Portslade in history
Portslade has been identified with the Roman port Novus Portus mentioned in Ptolemy's Geography of the second century AD. Drove Road, in the original Portslade Village, has been linked with the Roman road "the London to Portslade road" that passes through Patcham valley to Haywards Heath and on to Streatham in London. Roman remains and a Roman burial site were found in Roman Road. The name of the town had been thought to stem from the Roman placename Portus Adurni (modern Portchester), but this is based on a misidentification of Shoreham-by-Sea as Portus Adurni by Michael Drayton in the 17th Century. Indeed the River Adur, whose mouth has moved many times due to longshore drift and erosion, was also named from this misidentification. The actual etymology of Portslade may be portus- + -ladda, way to the port, where ladda is from the Old English for way, but this is conjectural at best.
The old name Copperas Gap for Portslade-by-Sea suggests that the coast was used for the production of copperas or green vitriol, a form of ferrous sulphate used extensively in the textile industry. The process took over six years and made use of iron pyrite-rich nodules that could be found in the strata of Sussex greensand stone that emerges at this point in the coast.

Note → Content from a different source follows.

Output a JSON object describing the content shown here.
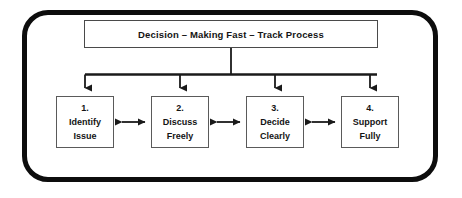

A part-finished assembly hall in Portslade became one of Britain's first cinemas circa 1930 when George Coles, who became one of the Odeon chain's principal architects, adapted the original design to create an Odeon cinema.

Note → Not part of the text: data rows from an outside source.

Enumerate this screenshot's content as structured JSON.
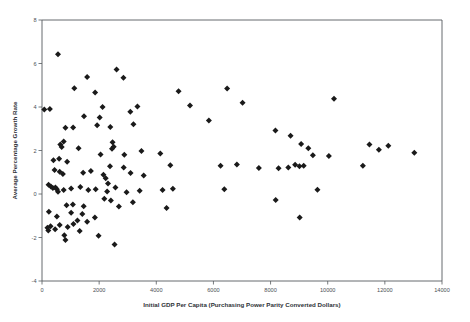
{
  "chart_data": {
    "type": "scatter",
    "title": "",
    "xlabel": "Initial GDP Per Capita (Purchasing Power Parity Converted Dollars)",
    "ylabel": "Average Percentage Growth Rate",
    "xlim": [
      0,
      14000
    ],
    "ylim": [
      -4,
      8
    ],
    "xticks": [
      0,
      2000,
      4000,
      6000,
      8000,
      10000,
      12000,
      14000
    ],
    "yticks": [
      -4,
      -2,
      0,
      2,
      4,
      6,
      8
    ],
    "xtick_labels": [
      "0",
      "2000",
      "4000",
      "6000",
      "8000",
      "10000",
      "12000",
      "14000"
    ],
    "ytick_labels": [
      "-4",
      "-2",
      "0",
      "2",
      "4",
      "6",
      "8"
    ],
    "grid": false,
    "legend": null,
    "marker": {
      "shape": "diamond",
      "color": "#1a1a1a",
      "size": 3
    },
    "series": [
      {
        "name": "Countries",
        "points": [
          [
            560,
            6.42
          ],
          [
            80,
            3.88
          ],
          [
            275,
            3.91
          ],
          [
            6480,
            4.85
          ],
          [
            2610,
            5.72
          ],
          [
            1580,
            5.38
          ],
          [
            2850,
            5.34
          ],
          [
            1130,
            4.86
          ],
          [
            1860,
            4.67
          ],
          [
            4780,
            4.72
          ],
          [
            7020,
            4.2
          ],
          [
            10220,
            4.38
          ],
          [
            5180,
            4.07
          ],
          [
            2120,
            4.0
          ],
          [
            3340,
            4.02
          ],
          [
            1470,
            3.58
          ],
          [
            3090,
            3.78
          ],
          [
            2020,
            3.52
          ],
          [
            5840,
            3.38
          ],
          [
            820,
            3.05
          ],
          [
            1090,
            3.06
          ],
          [
            1930,
            3.16
          ],
          [
            2390,
            3.08
          ],
          [
            3200,
            3.21
          ],
          [
            8170,
            2.92
          ],
          [
            11790,
            2.04
          ],
          [
            12120,
            2.22
          ],
          [
            640,
            2.28
          ],
          [
            760,
            2.41
          ],
          [
            690,
            2.16
          ],
          [
            2470,
            2.38
          ],
          [
            2510,
            2.17
          ],
          [
            2450,
            2.08
          ],
          [
            11460,
            2.28
          ],
          [
            13030,
            1.9
          ],
          [
            8700,
            2.68
          ],
          [
            1280,
            2.1
          ],
          [
            2050,
            1.82
          ],
          [
            2880,
            1.8
          ],
          [
            3480,
            1.98
          ],
          [
            4140,
            1.86
          ],
          [
            9070,
            2.3
          ],
          [
            9320,
            2.1
          ],
          [
            400,
            1.55
          ],
          [
            600,
            1.62
          ],
          [
            880,
            1.48
          ],
          [
            9480,
            1.78
          ],
          [
            10040,
            1.75
          ],
          [
            4490,
            1.32
          ],
          [
            2380,
            1.28
          ],
          [
            2860,
            1.22
          ],
          [
            6250,
            1.3
          ],
          [
            6820,
            1.36
          ],
          [
            440,
            1.1
          ],
          [
            620,
            1.02
          ],
          [
            730,
            0.92
          ],
          [
            1440,
            0.98
          ],
          [
            1710,
            1.06
          ],
          [
            2150,
            0.88
          ],
          [
            8860,
            1.35
          ],
          [
            9010,
            1.28
          ],
          [
            9160,
            1.3
          ],
          [
            8620,
            1.22
          ],
          [
            8280,
            1.18
          ],
          [
            2230,
            0.72
          ],
          [
            2310,
            0.48
          ],
          [
            3100,
            0.96
          ],
          [
            3560,
            0.85
          ],
          [
            7590,
            1.2
          ],
          [
            11230,
            1.3
          ],
          [
            230,
            0.42
          ],
          [
            310,
            0.35
          ],
          [
            380,
            0.28
          ],
          [
            470,
            0.3
          ],
          [
            520,
            0.22
          ],
          [
            560,
            0.1
          ],
          [
            760,
            0.18
          ],
          [
            1020,
            0.25
          ],
          [
            1340,
            0.32
          ],
          [
            1620,
            0.18
          ],
          [
            1880,
            0.22
          ],
          [
            2280,
            0.12
          ],
          [
            2570,
            0.3
          ],
          [
            2960,
            0.08
          ],
          [
            3420,
            0.15
          ],
          [
            4220,
            0.18
          ],
          [
            4580,
            0.24
          ],
          [
            6380,
            0.22
          ],
          [
            9640,
            0.2
          ],
          [
            2180,
            -0.22
          ],
          [
            2410,
            -0.3
          ],
          [
            3180,
            -0.38
          ],
          [
            860,
            -0.52
          ],
          [
            1080,
            -0.48
          ],
          [
            1460,
            -0.56
          ],
          [
            8180,
            -0.28
          ],
          [
            2690,
            -0.58
          ],
          [
            4360,
            -0.64
          ],
          [
            240,
            -0.82
          ],
          [
            1020,
            -0.86
          ],
          [
            1410,
            -0.92
          ],
          [
            1850,
            -1.08
          ],
          [
            520,
            -1.04
          ],
          [
            1240,
            -1.22
          ],
          [
            9020,
            -1.08
          ],
          [
            300,
            -1.48
          ],
          [
            620,
            -1.42
          ],
          [
            900,
            -1.52
          ],
          [
            1100,
            -1.38
          ],
          [
            1580,
            -1.28
          ],
          [
            220,
            -1.68
          ],
          [
            780,
            -1.9
          ],
          [
            820,
            -2.12
          ],
          [
            1980,
            -1.92
          ],
          [
            2540,
            -2.32
          ],
          [
            190,
            -1.55
          ],
          [
            460,
            -1.62
          ],
          [
            1320,
            -1.7
          ]
        ]
      }
    ]
  },
  "figure": {
    "background_color": "#ffffff",
    "axis_color": "#555a5e",
    "marker_color": "#1a1a1a"
  }
}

Portslade-by-Sea was an urban district from the late nineteenth century to 1974, when it became part of the borough of Hove later to become part of the city of Brighton and Hove. Portslade town hall is on Victoria Road, and is used as a venue for various functions.
A Notable Portslade Resident of the 19th Century
Reverend Richard William Enraght was the Priest in Charge of St Andrew Church, Portslade by Sea from 1871-1874. Fr. Enraght’s belief in the Church of England's Catholic Tradition, his promotion of ritualism in worship, and his writings on Catholic Worship and Church-State relationships, led him into conflict with Disraili’s Public Worship Regulation Act . While serving as Vicar of Holy Trinity, Bordesley, Birmingham in 1880, he paid the ultimate price under the Act of prosecution and imprisonment in Warwick Prison. Fr. Enraght became nationally and internationally known as a “prisoner for conscience sake”.

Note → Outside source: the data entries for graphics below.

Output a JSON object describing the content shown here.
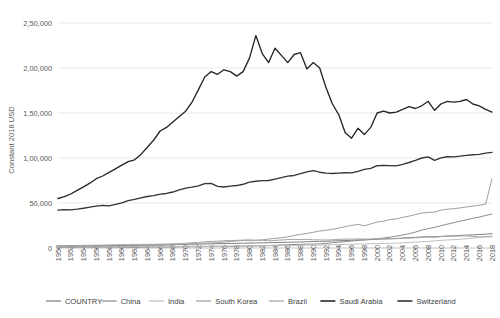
{
  "chart_data": {
    "type": "line",
    "title": "",
    "xlabel": "",
    "ylabel": "Constant 2018 USD",
    "ylim": [
      0,
      250000
    ],
    "yticks": [
      0,
      50000,
      100000,
      150000,
      200000,
      250000
    ],
    "ytick_labels": [
      "0",
      "50,000",
      "1,00,000",
      "1,50,000",
      "2,00,000",
      "2,50,000"
    ],
    "grid": true,
    "legend_position": "bottom",
    "x_start": 1950,
    "x_end": 2018,
    "x_step": 1,
    "xtick_step": 2,
    "x": [
      1950,
      1951,
      1952,
      1953,
      1954,
      1955,
      1956,
      1957,
      1958,
      1959,
      1960,
      1961,
      1962,
      1963,
      1964,
      1965,
      1966,
      1967,
      1968,
      1969,
      1970,
      1971,
      1972,
      1973,
      1974,
      1975,
      1976,
      1977,
      1978,
      1979,
      1980,
      1981,
      1982,
      1983,
      1984,
      1985,
      1986,
      1987,
      1988,
      1989,
      1990,
      1991,
      1992,
      1993,
      1994,
      1995,
      1996,
      1997,
      1998,
      1999,
      2000,
      2001,
      2002,
      2003,
      2004,
      2005,
      2006,
      2007,
      2008,
      2009,
      2010,
      2011,
      2012,
      2013,
      2014,
      2015,
      2016,
      2017,
      2018
    ],
    "xtick_labels": [
      "1950",
      "1952",
      "1954",
      "1956",
      "1958",
      "1960",
      "1962",
      "1964",
      "1966",
      "1968",
      "1970",
      "1972",
      "1974",
      "1976",
      "1978",
      "1980",
      "1982",
      "1984",
      "1986",
      "1988",
      "1990",
      "1992",
      "1994",
      "1996",
      "1998",
      "2000",
      "2002",
      "2004",
      "2006",
      "2008",
      "2010",
      "2012",
      "2014",
      "2016",
      "2018"
    ],
    "series": [
      {
        "name": "COUNTRY",
        "color": "#7f7f7f",
        "width": 1.0,
        "values": [
          2100,
          2150,
          2200,
          2260,
          2320,
          2400,
          2480,
          2550,
          2620,
          2700,
          2800,
          2900,
          3000,
          3120,
          3250,
          3380,
          3500,
          3620,
          3750,
          3900,
          4050,
          4200,
          4350,
          4500,
          4620,
          4750,
          4900,
          5050,
          5200,
          5350,
          5500,
          5620,
          5750,
          5900,
          6050,
          6200,
          6380,
          6550,
          6750,
          6950,
          7150,
          7350,
          7550,
          7800,
          8050,
          8300,
          8600,
          8900,
          9150,
          9400,
          9750,
          10000,
          10250,
          10600,
          11000,
          11400,
          11850,
          12300,
          12550,
          12450,
          12900,
          13300,
          13600,
          13950,
          14300,
          14600,
          14950,
          15400,
          15800
        ]
      },
      {
        "name": "China",
        "color": "#8c8c8c",
        "width": 1.0,
        "values": [
          800,
          820,
          880,
          920,
          950,
          1000,
          1050,
          1080,
          1150,
          1080,
          1000,
          880,
          900,
          980,
          1080,
          1150,
          1220,
          1150,
          1200,
          1300,
          1420,
          1480,
          1500,
          1600,
          1620,
          1700,
          1680,
          1780,
          1950,
          2080,
          2200,
          2300,
          2480,
          2700,
          3050,
          3380,
          3580,
          3850,
          4150,
          4250,
          4300,
          4620,
          5200,
          5800,
          6450,
          7100,
          7750,
          8400,
          8950,
          9550,
          10300,
          11100,
          12050,
          13150,
          14450,
          15900,
          17700,
          19800,
          21500,
          22900,
          24700,
          26500,
          28100,
          29800,
          31400,
          32900,
          34400,
          36100,
          37800
        ]
      },
      {
        "name": "India",
        "color": "#bfbfbf",
        "width": 1.0,
        "values": [
          1300,
          1320,
          1350,
          1400,
          1430,
          1470,
          1520,
          1500,
          1580,
          1600,
          1660,
          1680,
          1690,
          1730,
          1800,
          1760,
          1740,
          1800,
          1840,
          1920,
          1980,
          1960,
          1930,
          1970,
          1950,
          2050,
          2050,
          2170,
          2280,
          2180,
          2290,
          2380,
          2430,
          2540,
          2600,
          2670,
          2760,
          2800,
          2990,
          3130,
          3280,
          3300,
          3420,
          3550,
          3740,
          3950,
          4180,
          4290,
          4480,
          4730,
          4900,
          5080,
          5140,
          5420,
          5750,
          6140,
          6580,
          7070,
          7330,
          7880,
          8480,
          8920,
          9280,
          9720,
          10280,
          10960,
          11740,
          12420,
          13050
        ]
      },
      {
        "name": "South Korea",
        "color": "#9e9e9e",
        "width": 1.0,
        "values": [
          1500,
          1450,
          1600,
          1750,
          1850,
          1920,
          1950,
          2060,
          2150,
          2200,
          2250,
          2320,
          2380,
          2560,
          2700,
          2830,
          3100,
          3300,
          3620,
          4000,
          4300,
          4600,
          4850,
          5420,
          5700,
          6000,
          6650,
          7240,
          7890,
          8350,
          8050,
          8550,
          9000,
          9900,
          10700,
          11300,
          12500,
          13800,
          15200,
          16100,
          17500,
          18800,
          19700,
          20700,
          22200,
          23800,
          25100,
          26200,
          24700,
          26800,
          28800,
          29700,
          31600,
          32300,
          34000,
          35400,
          37100,
          38800,
          39600,
          39800,
          42000,
          43100,
          43700,
          44500,
          45600,
          46500,
          47500,
          48600,
          77000
        ]
      },
      {
        "name": "Brazil",
        "color": "#a6a6a6",
        "width": 1.0,
        "values": [
          2600,
          2700,
          2760,
          2800,
          2950,
          3050,
          3080,
          3250,
          3420,
          3580,
          3750,
          3900,
          4000,
          3980,
          4050,
          4080,
          4280,
          4350,
          4650,
          4960,
          5300,
          5800,
          6300,
          6950,
          7350,
          7600,
          8050,
          8250,
          8450,
          8850,
          9100,
          8600,
          8500,
          8050,
          8400,
          8850,
          9400,
          9600,
          9400,
          9600,
          9100,
          9050,
          8850,
          9150,
          9600,
          9800,
          9900,
          10100,
          10000,
          9950,
          10250,
          10200,
          10300,
          10350,
          10800,
          11000,
          11300,
          11800,
          12150,
          11900,
          12700,
          13000,
          13150,
          13400,
          13400,
          12850,
          12350,
          12450,
          12500
        ]
      },
      {
        "name": "Saudi Arabia",
        "color": "#262626",
        "width": 1.35,
        "values": [
          55000,
          57000,
          60000,
          64000,
          68000,
          72000,
          77000,
          80000,
          84000,
          88000,
          92000,
          96000,
          98000,
          104000,
          112000,
          120000,
          130000,
          134000,
          140000,
          146000,
          152000,
          162000,
          176000,
          190000,
          196000,
          193000,
          198000,
          196000,
          191000,
          196000,
          211000,
          236000,
          216000,
          206000,
          222000,
          214000,
          206000,
          215000,
          217000,
          199000,
          206000,
          200000,
          178000,
          160000,
          148000,
          128000,
          122000,
          133000,
          126000,
          134000,
          150000,
          152000,
          150000,
          151000,
          154000,
          157000,
          155000,
          158000,
          163000,
          153000,
          160000,
          163000,
          162000,
          163000,
          165000,
          160000,
          158000,
          154000,
          151000
        ]
      },
      {
        "name": "Switzerland",
        "color": "#333333",
        "width": 1.35,
        "values": [
          42000,
          42600,
          42400,
          43200,
          44200,
          45400,
          46600,
          47400,
          46800,
          48400,
          50200,
          52600,
          54000,
          55600,
          57200,
          58200,
          59800,
          60600,
          62200,
          64600,
          66600,
          67600,
          69000,
          71600,
          71800,
          68400,
          67800,
          68800,
          69400,
          70800,
          73200,
          74200,
          74800,
          75000,
          76600,
          78200,
          79800,
          80600,
          82600,
          84600,
          86000,
          84200,
          83200,
          82800,
          83200,
          83600,
          83400,
          85200,
          87400,
          88400,
          91400,
          91800,
          91600,
          91200,
          93000,
          95000,
          97400,
          100000,
          101200,
          97400,
          100200,
          101400,
          101200,
          102000,
          103000,
          103600,
          104000,
          105400,
          106200
        ]
      }
    ]
  },
  "legend": {
    "items": [
      {
        "label": "COUNTRY"
      },
      {
        "label": "China"
      },
      {
        "label": "India"
      },
      {
        "label": "South Korea"
      },
      {
        "label": "Brazil"
      },
      {
        "label": "Saudi Arabia"
      },
      {
        "label": "Switzerland"
      }
    ]
  }
}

In February 2006 The Brighton Newspaper, The Argus, reported that Brighton & Hove City Council had accepted the name of Fr Richard Enraght, whom they described as a “fighter for religious freedom”, as a candidate for a Blue Plaque to be erected in his memory on his former home in Station Road, Portslade. The date of its installation is yet to be announced.
In September 2006, Brighton & Hove Bus and Coach Company honoured Revd Richard Enraght’s memory by naming one of their new fleet buses after this former Priest of St. Andrew Church Portslade. His name appears in the List of Brighton and Hove buses named after famous people.
Education
5-11
- St Mary's Catholic Primary School Portslade
- Portslade Infants School
- St Nicolas' CofE Junior School
- Benfield Junior School
- Mile Oak Primary School
- Peter Gladwin Primary School
11+
Special Schools
Rail Transport
Portslade railway station is located on the West Coastway Line. West of Southwick and East of Shoreham-by-Sea.